If the ambition for Black Americans had previously been to simply find a way to live within a white society, James Brown spoke of a different and greater ambition. He urged Black Americans to live up to their own cultural and social expectations, to embrace a Black American identity that to this juncture had been subordinated by the basic struggle for humanity and recognition.

Released just months after the assassination of Martin Luther King, Jr., it captured all the fury and style of a culture long suppressed. Brown didn’t urge Black people just to seek parity with whites. He urged self-empowerment.

Look a’here, some people say we got a lot of malice

Some say it’s a lotta nerve

I say we won’t quit moving

Til we get what we deserve.

Its refrain uses the call and response technique that originated in the cotton fields and churches of the rural South. The song’s urgency is perhaps best captured by the chorus of children from the downtrodden Watts and Compton neighborhoods near Vox Studio in Los Angeles. The Godfather of Soul called, “Say It Loud!” The children, most perhaps being encouraged to express this sentiment for the first time in their lives, declared “I’m Black and I’m Proud!”

It’s also not insignificant from a musical perspective that this was the first appearance on any James Brown record of trombonist extraordinaire Fred Wesley.

“Say It Loud” was released as a two-part single and topped the R&B chart for a full six weeks. It reached up to #10 on the Hot 100. So immediate was its message that it was viewed by many as the unofficial anthem of the Black Panther Party

No doubt, many listeners who heard the song were also, for the very first time in their lives, being urged to declare their Blackness with pride.
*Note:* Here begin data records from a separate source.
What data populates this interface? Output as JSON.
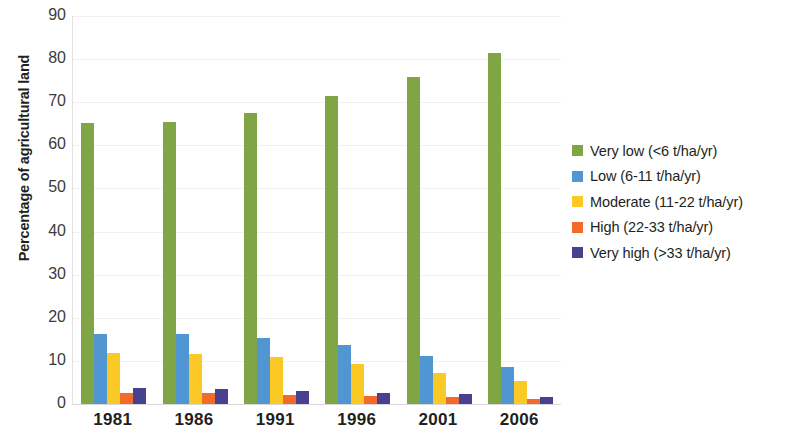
{
  "chart_data": {
    "type": "bar",
    "title": "",
    "xlabel": "",
    "ylabel": "Percentage of agricultural land",
    "ylim": [
      0,
      90
    ],
    "ytick_step": 10,
    "yticks": [
      0,
      10,
      20,
      30,
      40,
      50,
      60,
      70,
      80,
      90
    ],
    "grid": true,
    "legend_position": "right",
    "categories": [
      "1981",
      "1986",
      "1991",
      "1996",
      "2001",
      "2006"
    ],
    "series": [
      {
        "name": "Very low (<6 t/ha/yr)",
        "color": "#7FA544",
        "values": [
          65.3,
          65.5,
          67.5,
          71.5,
          75.8,
          81.5
        ]
      },
      {
        "name": "Low (6-11 t/ha/yr)",
        "color": "#4F96D2",
        "values": [
          16.2,
          16.2,
          15.3,
          13.6,
          11.2,
          8.5
        ]
      },
      {
        "name": "Moderate (11-22 t/ha/yr)",
        "color": "#FBC926",
        "values": [
          11.9,
          11.5,
          10.8,
          9.2,
          7.2,
          5.4
        ]
      },
      {
        "name": "High (22-33 t/ha/yr)",
        "color": "#F26B2A",
        "values": [
          2.5,
          2.5,
          2.2,
          1.9,
          1.6,
          1.2
        ]
      },
      {
        "name": "Very high (>33 t/ha/yr)",
        "color": "#474190",
        "values": [
          3.7,
          3.4,
          3.0,
          2.6,
          2.3,
          1.7
        ]
      }
    ]
  },
  "axis": {
    "y_title": "Percentage of agricultural land"
  },
  "legend": {
    "entries": [
      "Very low (<6 t/ha/yr)",
      "Low (6-11 t/ha/yr)",
      "Moderate (11-22 t/ha/yr)",
      "High (22-33 t/ha/yr)",
      "Very high (>33 t/ha/yr)"
    ]
  }
}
12. John Lennon – Give Peace a Chance (1969) 

When the U.S. government tries to kick you out of the country for your music, you’ve obviously done something right. The idea that a song with such a simple and defensible message could be considered incendiary and politically dangerous should tell you a lot about the Vietnam-fueled tension between the American public and its political leadership.

“Give Peace a Chance” is significant for a few reasons, not the least of which is that it was Lennon’s first solo release. He was still a member of the Beatles at the time but was on honeymoon in Montreal with Yoko Ono. They used their honeymoon as an opportunity to stage a peaceful protest against the war in Vietnam. Inviting members of the press, friends, fellow musicians, artists, comedians and a host of others to visit their hotel room, they held a bed-in.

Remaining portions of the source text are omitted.